Unfair attack

For the last few years, I have (with difficulty) restrained myself from writing to your newspaper in response to Lesley Riddoch’s constant self-assumed (and frequently unjustified) moral superiority and clichéd denigration and categorisation of those who dare not to share her “vision” of an independent Scotland, but her column (Perspective, 3 August) has caused me to break the habit of a lifetime.

In a piece ostensibly about the Labour Party leadership contest, Ms Riddoch yet again takes the opportunity to go off the topic to sing the SNP anthem and to insult the No voters as “high-paid Scots, who voted No in case equality struck” or “older voters with pensions who irrationally fear Reds under the bed”. I am a pensioner, who, like most Scottish people, quite rationally does not subscribe to the independence mantra.

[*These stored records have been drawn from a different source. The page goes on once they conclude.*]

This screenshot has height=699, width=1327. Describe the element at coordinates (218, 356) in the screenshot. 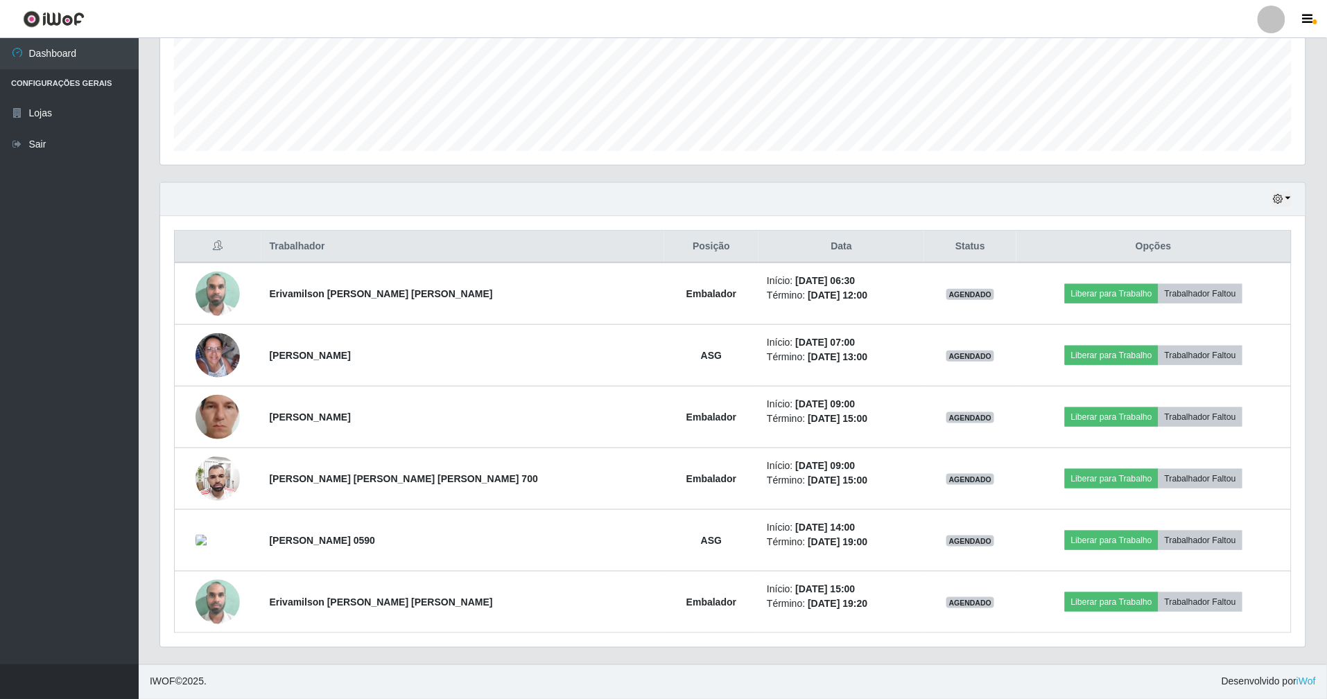

I see `img: 1756226670726.jpeg` at that location.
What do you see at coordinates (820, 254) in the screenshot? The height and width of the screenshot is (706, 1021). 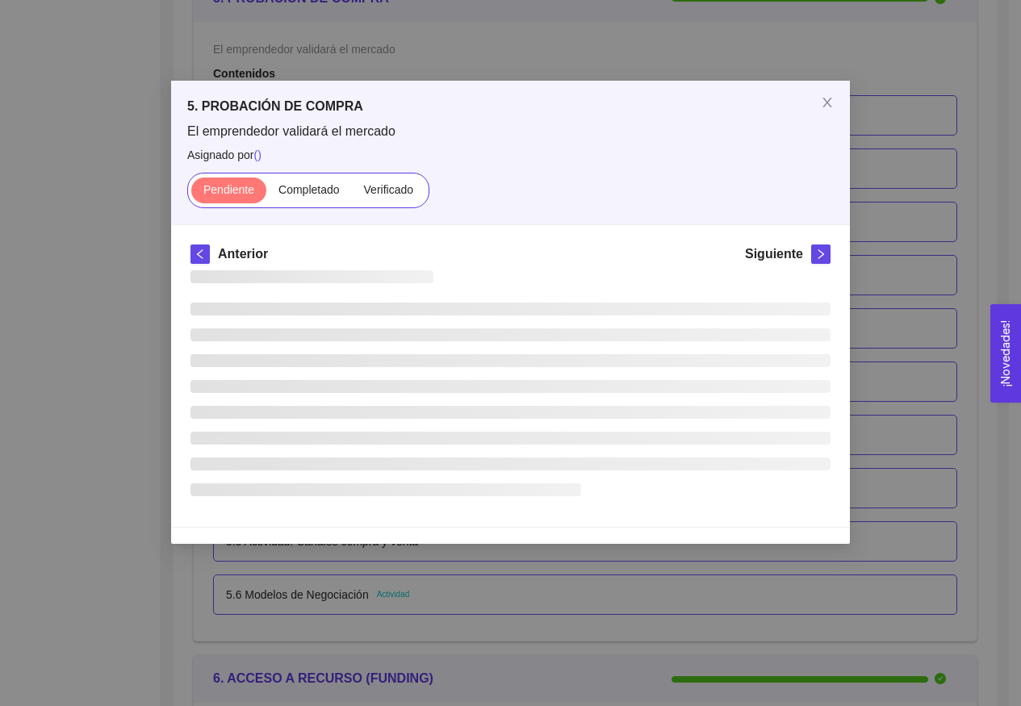 I see `span: right` at bounding box center [820, 254].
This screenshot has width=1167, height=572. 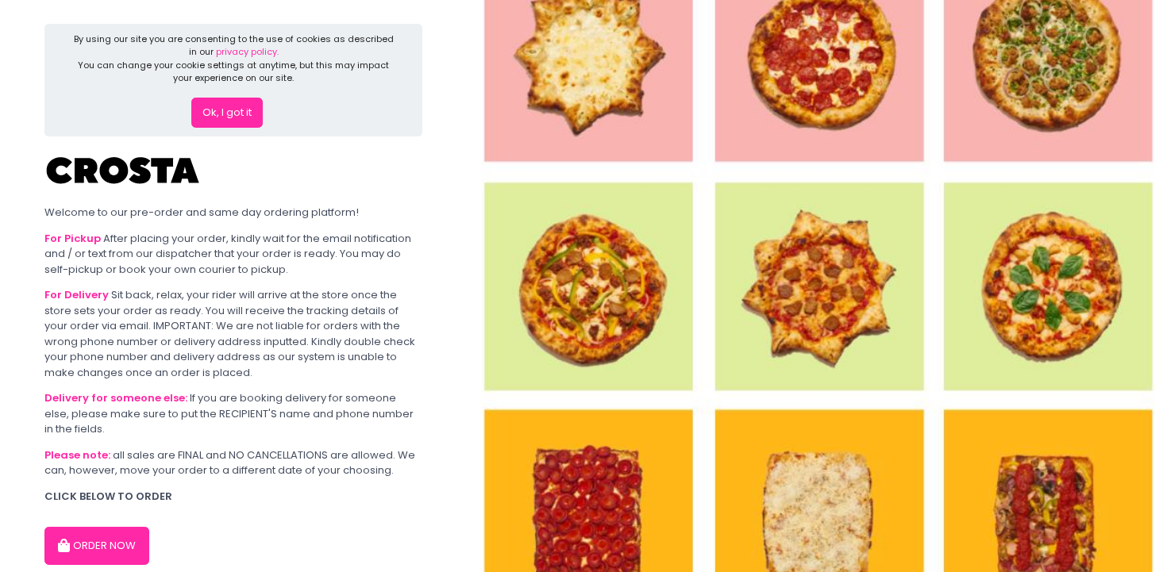 I want to click on div: CLICK BELOW TO ORDER, so click(x=233, y=497).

I wish I was a “high-paid Scot”, but am not; simply someone who from humble beginnings who has tried to improve the lot of my family and those around me in society, although Ms Riddoch does not seem able to attribute finer feelings to anyone who does not agree with her.

Hide Ad
Hide Ad

The actual reason I voted No was simple. At the root it was nothing to do with economics or love of “the Westminster elite”, who have hardly covered themselves with glory recently, but because I feel proud to be Scottish (just as proud as any seeker of independence) and also to be British, although Ms Riddoch and her adherents seem to think that this is a philosophical and emotional impossibility.

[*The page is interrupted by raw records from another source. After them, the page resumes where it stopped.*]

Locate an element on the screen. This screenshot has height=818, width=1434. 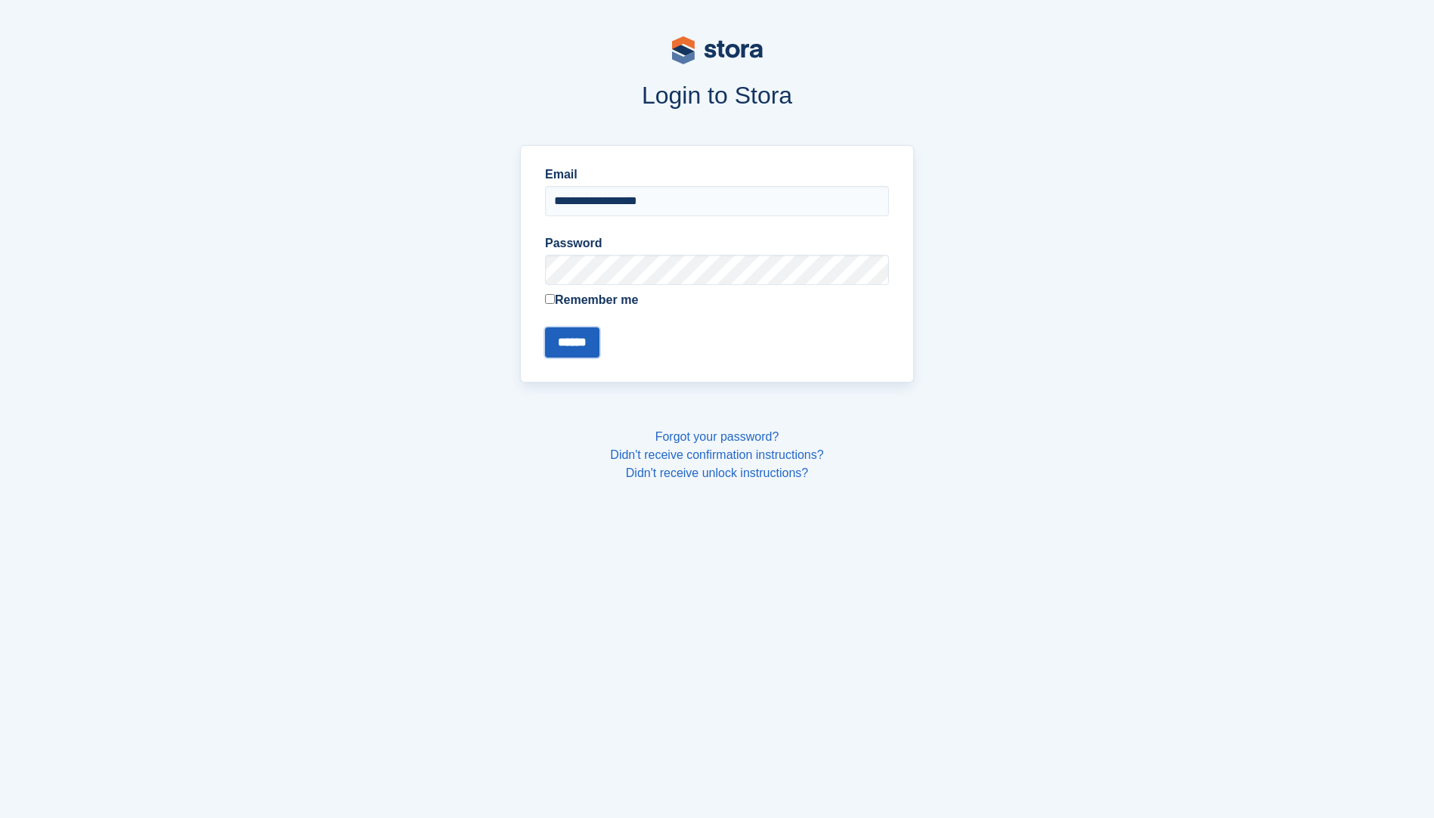
label: Email is located at coordinates (717, 175).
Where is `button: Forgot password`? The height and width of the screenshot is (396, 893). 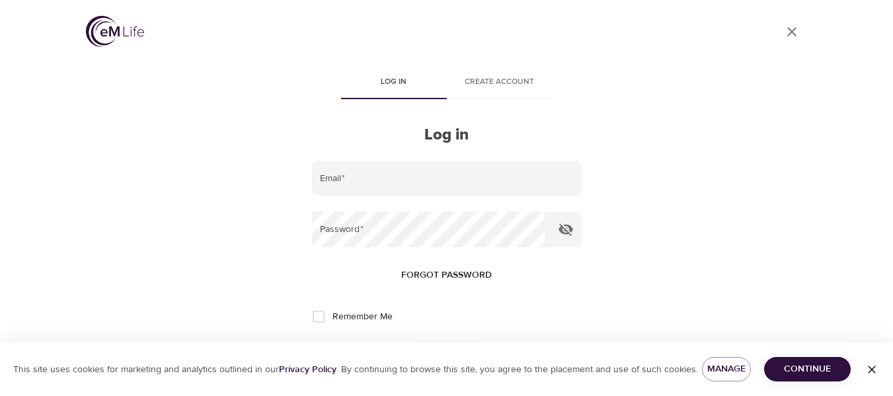
button: Forgot password is located at coordinates (446, 275).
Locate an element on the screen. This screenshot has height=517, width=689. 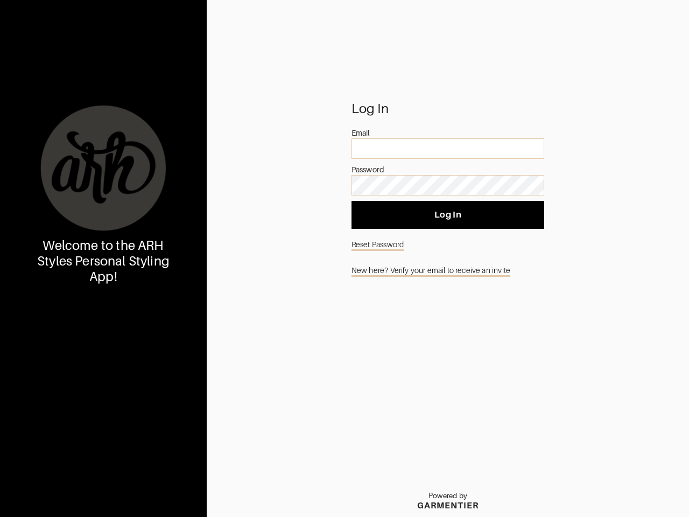
div: Welcome to the ARH Styles Personal Styling App! is located at coordinates (103, 261).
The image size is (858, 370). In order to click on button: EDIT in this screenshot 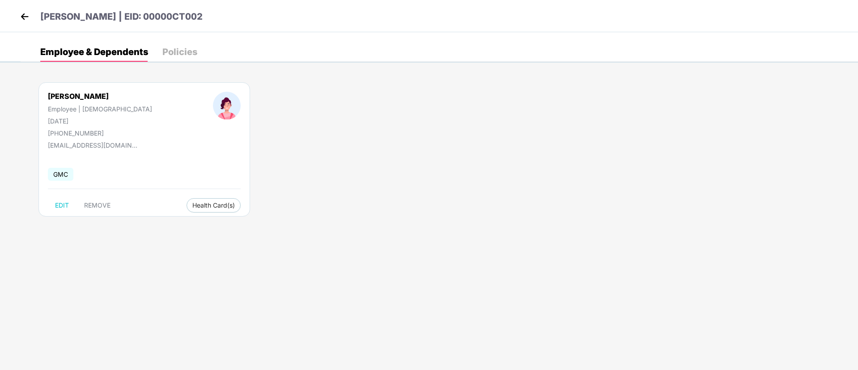, I will do `click(62, 205)`.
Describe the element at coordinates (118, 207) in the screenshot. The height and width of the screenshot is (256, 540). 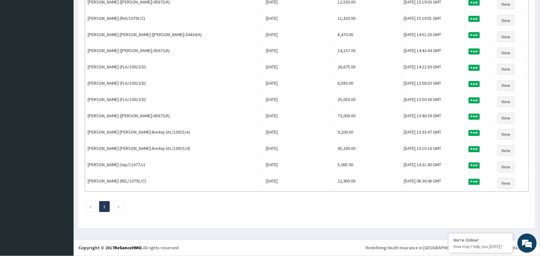
I see `a: Next page` at that location.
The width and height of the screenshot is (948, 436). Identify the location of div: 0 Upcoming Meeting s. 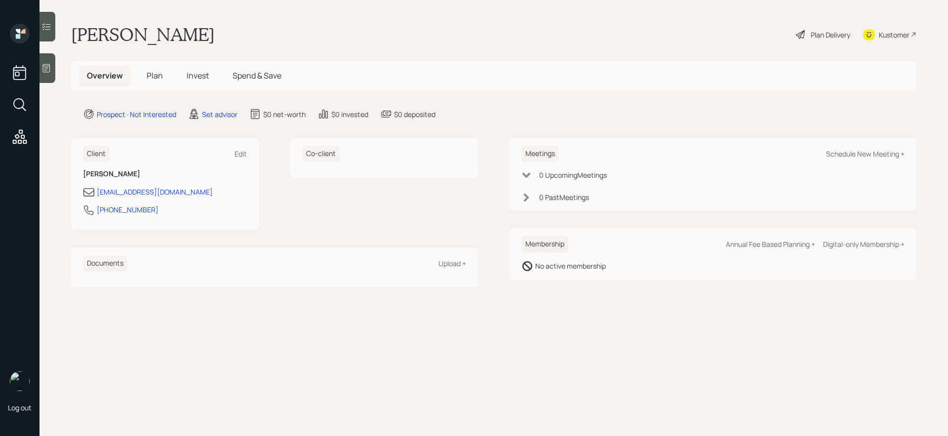
(573, 175).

While, as I have said, my original decision was not based on economics nor on “the Vow”, which to any rational person was a non-event, the abysmal performance of the SNP government on most of the practicalities and essentials of everyday Scottish life has simply reinforced the view which I formed on other grounds.

Perhaps Ms Riddoch could use her undoubted talents to investigate forensically the Scottish Government’s performance on matters of real importance to the Scottish people.